On whether the Court should do more to explain its interim orders, I largely agree with Goldsmith's take, which is more nuanced than that presented by Edsall.
There is nothing illegitimate or new about the Court not explaining interim orders, even important ones. Interim orders are not final judgments. They resolve the "interim status of the law" during the months or years of adjudication in a case until final disposition by the Supreme Court. More explanation on interim rulings can help the Court convince the public that it is properly applying law to fact (though the explanations of its application of the interim order test often fail to persuade simply because the test is so indeterminate).
But I doubt the critics would be pleased with the more elaborate explanation for rulings they do not like. And there are tradeoffs. Mainly: the more the Justices write, the more they prematurely lock themselves in on the merits down the road, and the more they handcuff the lower courts via vertical precedent.
Edsall's column might have been better had he considered the views of a wider range of academics and commentators (and perhaps considered that a survey of like-minded views from academic echo chambers is not always the best way to reach an informed judgment). Though to be fair, I was among those from whom Edsall solicited input before writing the column. I noted some of the above points, directed him to my prior writing on the subject, and (at his request) recommended that he reach out to others like Goldsmith to inform his take on the subject.

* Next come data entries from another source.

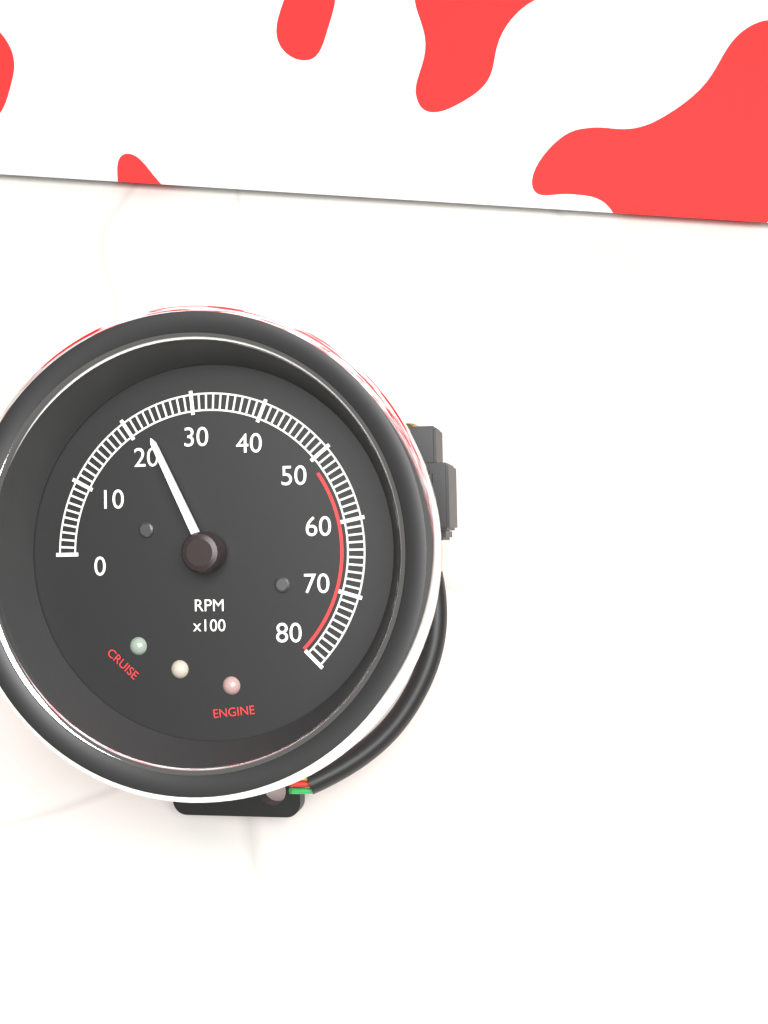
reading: 2300 RPM
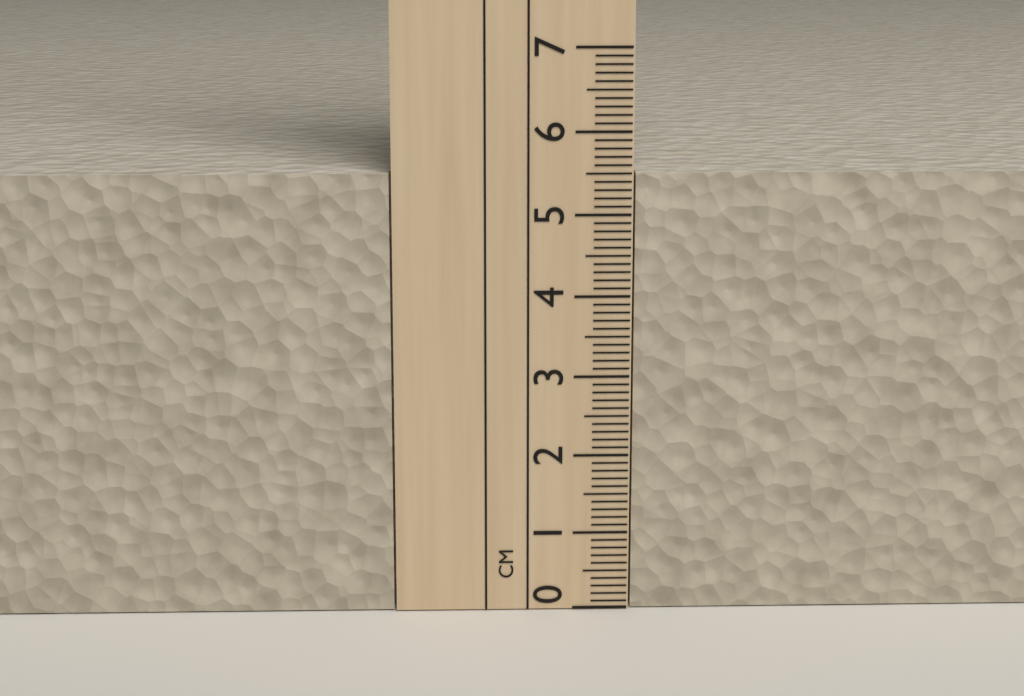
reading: 5.5 cm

Edsall may not have found my comments persuasive, or my recommendations helpful, but taking account of them might have helped him avoid some of the mistakes and misrepresentations in his column.
UPDATE: Over at Election Law Blog, Professor Richard Pildes notes the Edsall article embraces a "flatly wrong" and "disturbingly incorrect" claim made by Bonica about how the Court has approached the unitary executive theory in recent years. Notes Pildes, "the Roberts Court has had a clear commitment on the unitary executive branch theory for many years and it's been consistent about that – for better or worse."